On Oct 5, 2:30 pm, Brian <
hibr...@gmail.com> wrote:
> Hi,
>
> I'm trying to figure out onAttach() onDetatch() onDetachChildren() to
> ensure I'm not leaking, but I don't quite get it. Is there a
> reference somewhere? Am I best digging through the code to figure out
> the flow? I've read the javadocs, but am having a hard time putting
> it together.
>
> Got a gwt app, server sends me down a block of html (a table which is
> a calendar), gwt client takes the html, and calls setInnerHtml() on a
> widget. Perfect.
>
> The server's html has a <div id="foo"></div> that I want to take over,
> and shove widgets into.
Have a look at HTMLPanel then.
> It'd be nice if I could do:
> RootPanel().get("foo").add(...); // but this asserts
>
> What I've done instead is create a wrapper which subclasses Widget,
> implements HasClickHandlers, and makes onAttach() public.
>
> Then I create my wrapped Anchor, get the div in the server's html and
> append:
>
> Anchor link = new Anchor("click me");
> MyWrapper wrapper = new MyWrapper(link.getElement());
> wrapper.addOnClickHandler(...);
> wrapper.onAttach(); // without this, I can't handle the clicks
>
> HorizontalPanel hp = new HorizontalPanel();
> hp.add(link);
> // add more to hp
>
> DivElement serverElement =
> Document.get().getElementById("foo").cast();
> serverElement.appendChild(hp.getElement());
>
> --- This all works great.
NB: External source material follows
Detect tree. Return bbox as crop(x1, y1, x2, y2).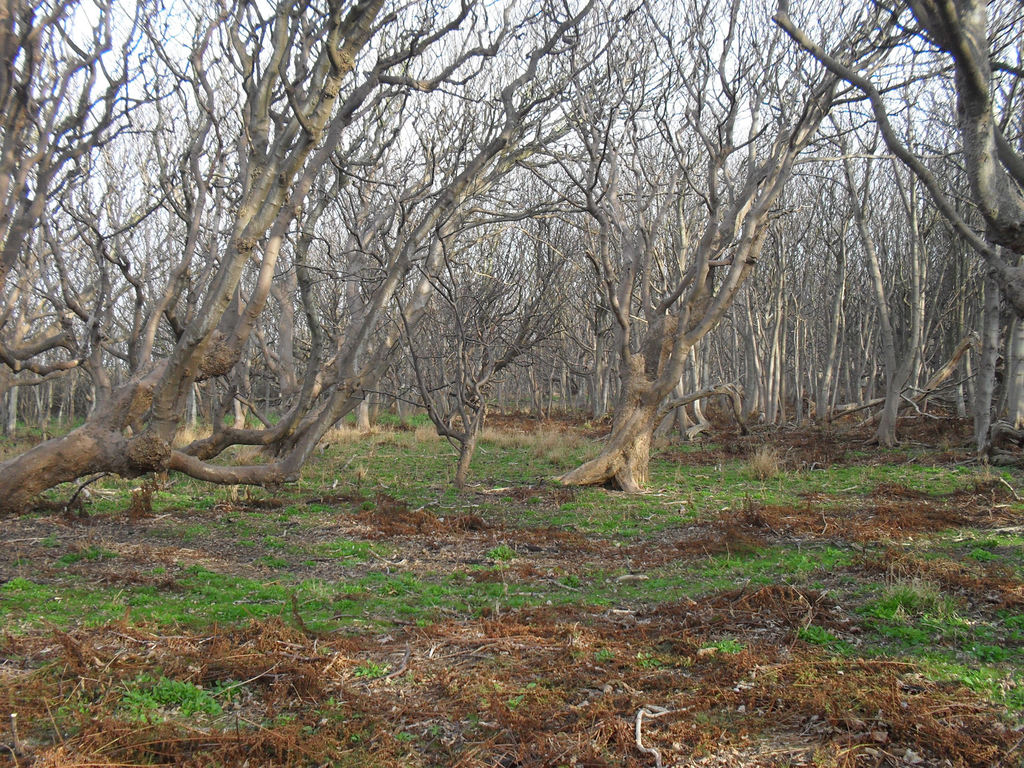
crop(819, 109, 923, 461).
I've got my panel in the div, and the link
> works.
>
> I'm just wondering if I need to do more, as I don't really 'get' the
> attach, detach, detachChildren flow.
Not detaching your widgets when you remove them from the document (and/
or on window.unload) will lead to memory leaks in some browsers
(mainly, or maybe even *only*, IE6/7/8).
You'll note that RootPanel, and every widget that has a wrap() static
method, will register itself to be "detached on window close", which
will detach all its children.
But really, what you're trying to do is already there, in HTMLPanel.